The breast cancer ‘wonder drug’ tamoxifen has been found to cause an aggressive cancer of the uterus.
The US drug regulator, the Food and Drug Administration (FDA), has issued a new warning to doctors, and the drug will now carry a ‘blackbox’ warning, which draws attention to drugs that can have serious, and possibly life-threatening, side-effects.
The FDA already knew that the drug caused a less dangerous type of uterine cancer - endometrial adenocarcinoma, which can be detected and treated in its early stages.
The risk is confined to two groups - women who are taking the drug as just-in-case therapy because of a family history that suggests they are at higher risk of breast cancer, and those who have early-stage breast cancer that is still confined to the milk ducts. Women who have had breast cancer and are taking the drug to prevent a recurrence are apparently at a low-to-nil risk.
These two at-risk groups need to weigh up the risks and benefits of starting the drug, the FDA says, and that is especially so for those taking it ‘just in case’.
Uterine sarcoma occurs in 0.17 women per 1000 a year who take tamoxifen compared with just 0.01 cases per 1000 a year in the general population. Since 1978, when tamoxifen was licensed in the United States, 159 cases of uterine sarcoma have been reported among those taking the drug worldwide (BMJ, 2002; 325: 7).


Your objective
Exclude pictures; retype the lines below from the line containing "Image resolution: width=924" through the end of the records, both ends kept.

Provided data
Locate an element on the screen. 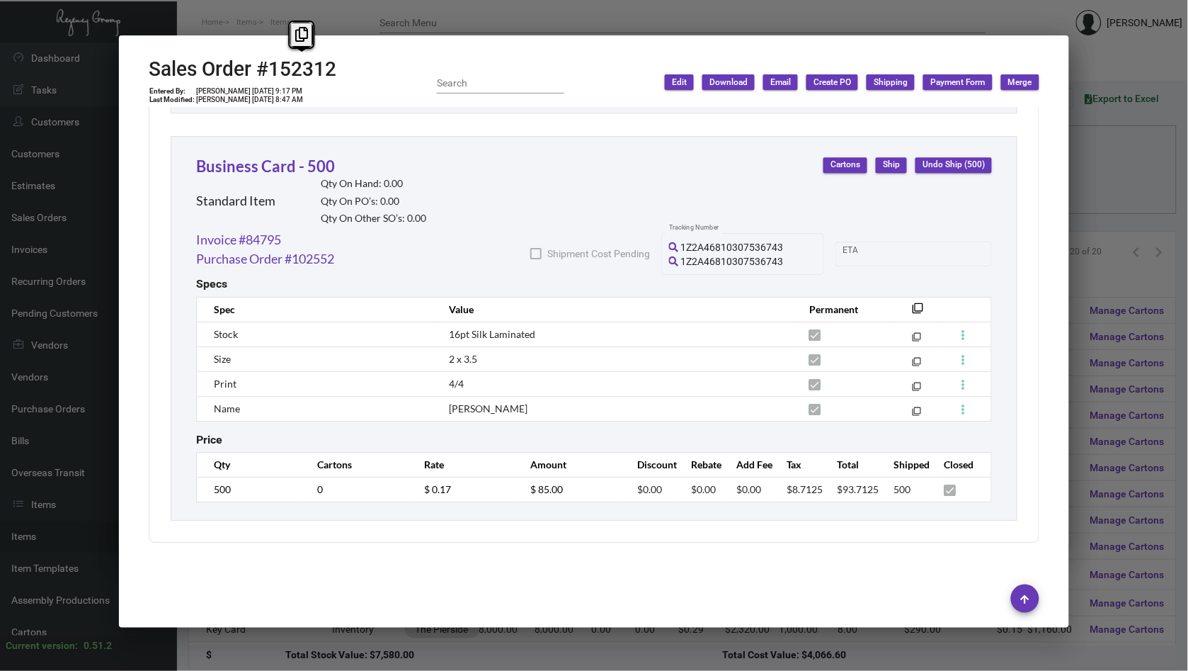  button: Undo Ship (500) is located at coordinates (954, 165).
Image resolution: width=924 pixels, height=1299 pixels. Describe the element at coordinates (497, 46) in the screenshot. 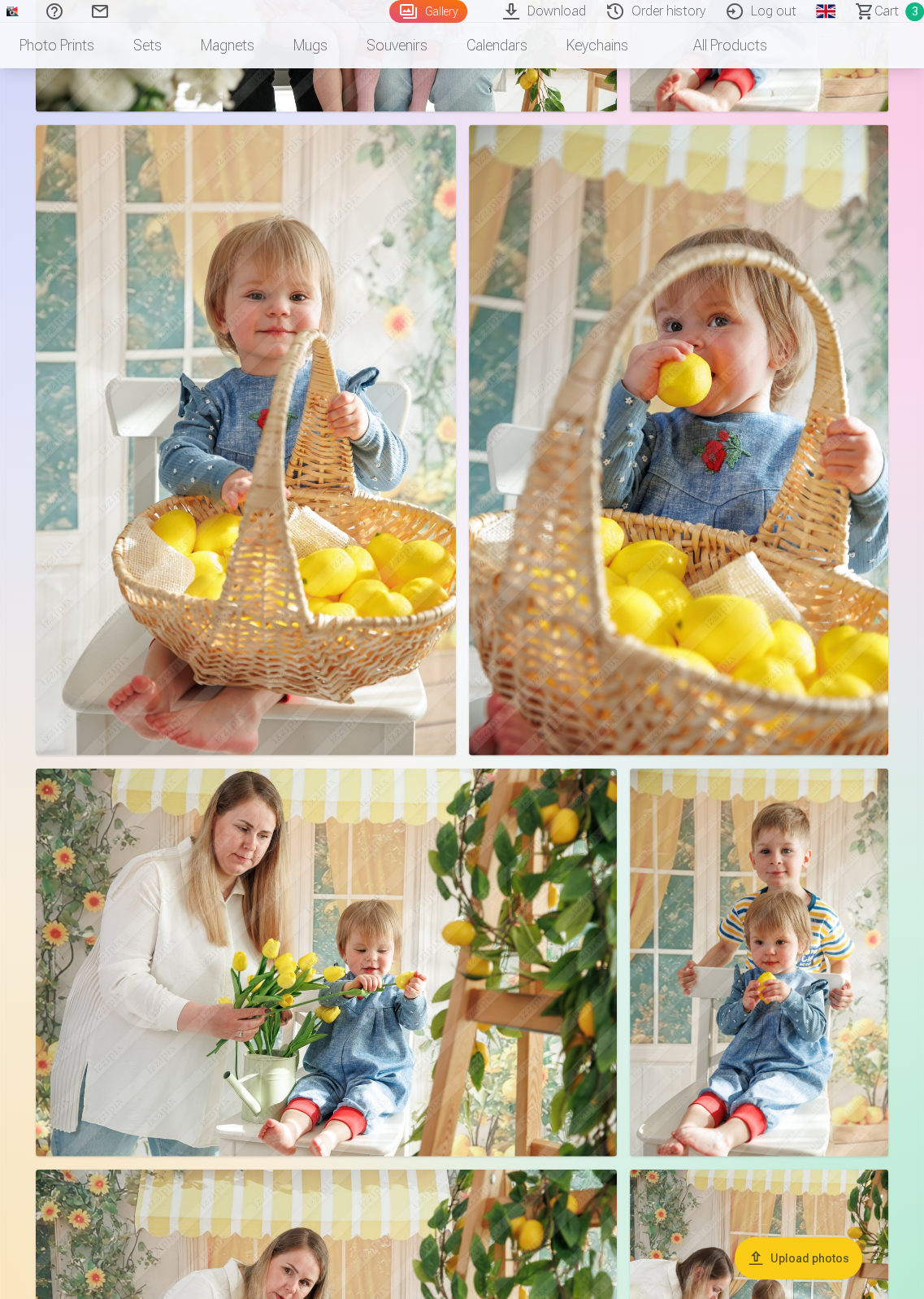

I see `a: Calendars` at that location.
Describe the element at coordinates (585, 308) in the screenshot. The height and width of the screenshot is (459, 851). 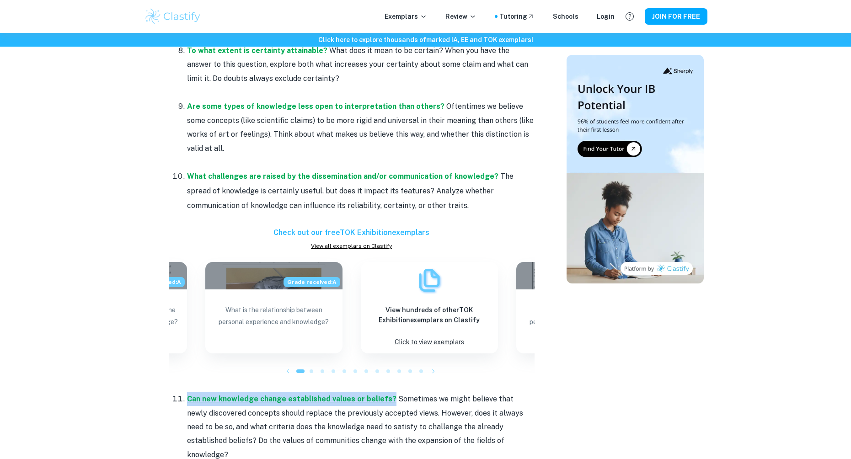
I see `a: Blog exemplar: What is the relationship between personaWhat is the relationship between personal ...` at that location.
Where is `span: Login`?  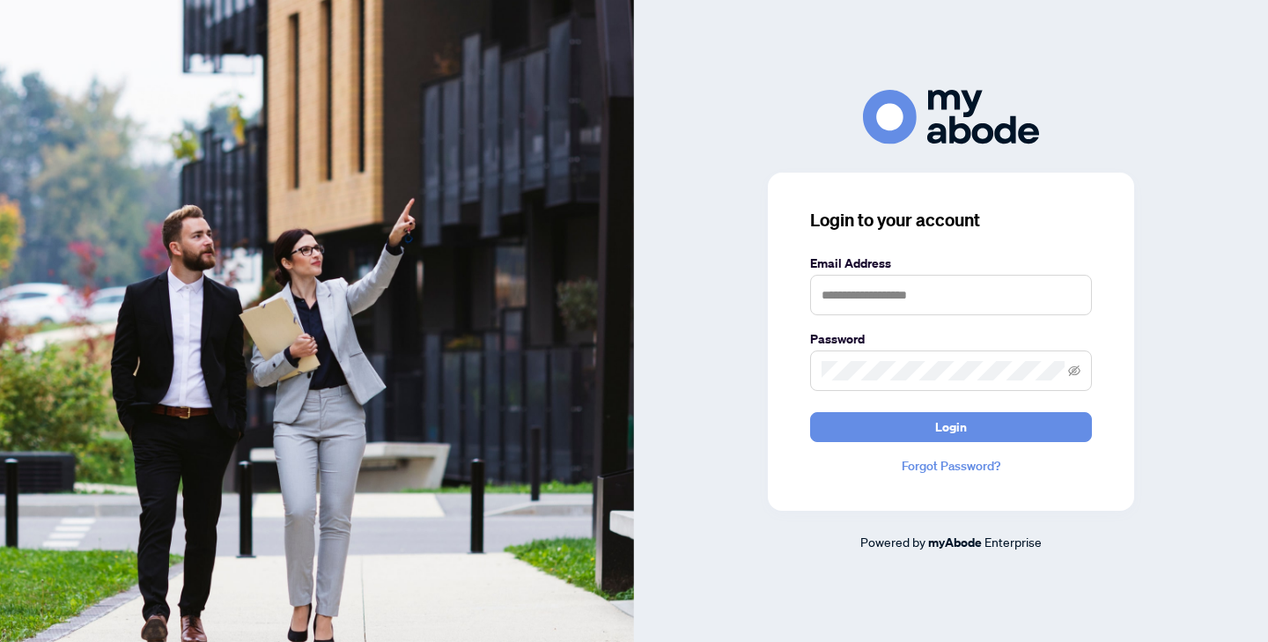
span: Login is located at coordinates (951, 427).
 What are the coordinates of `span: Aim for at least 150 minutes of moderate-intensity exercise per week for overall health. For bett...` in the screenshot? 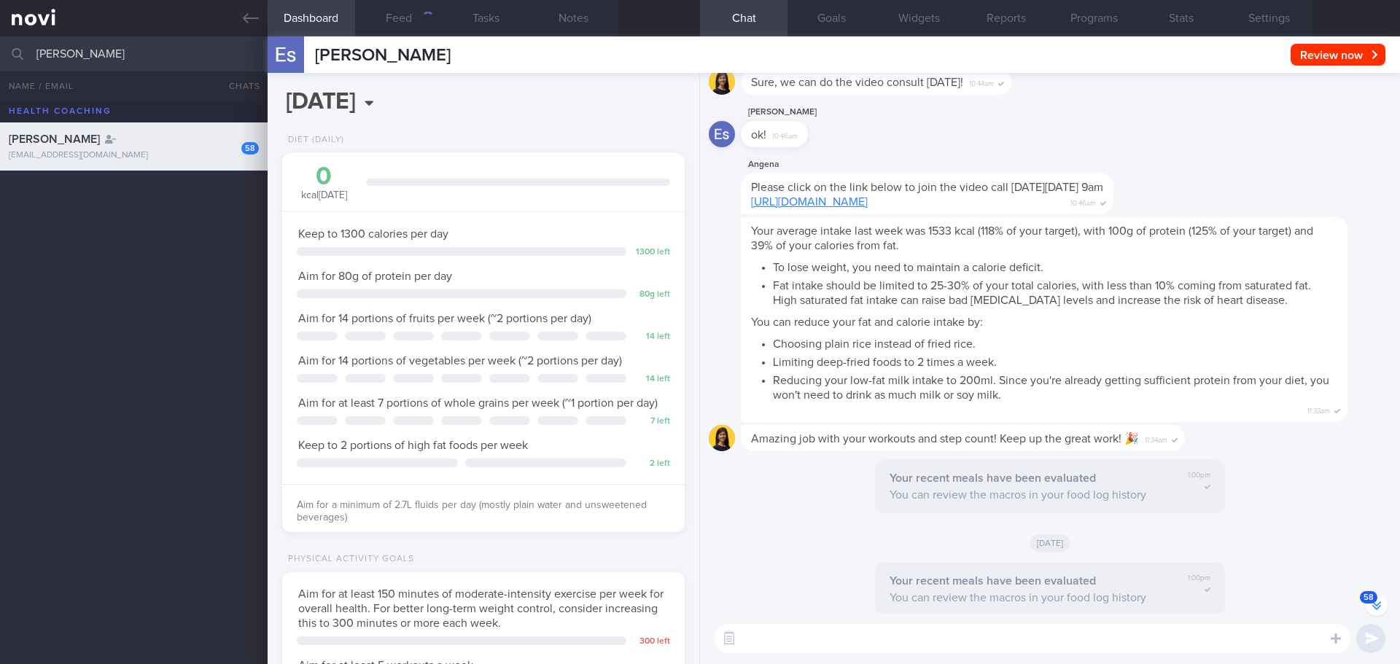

Exercise solution
Image resolution: width=924 pixels, height=1299 pixels. Describe the element at coordinates (497, 46) in the screenshot. 

I see `a: Calendars` at that location.
Describe the element at coordinates (585, 308) in the screenshot. The height and width of the screenshot is (459, 851). 
I see `a: Blog exemplar: What is the relationship between personaWhat is the relationship between personal ...` at that location.
Where is `span: Login`?  
span: Login is located at coordinates (951, 427).
 What are the coordinates of `span: Aim for at least 150 minutes of moderate-intensity exercise per week for overall health. For bett...` in the screenshot? 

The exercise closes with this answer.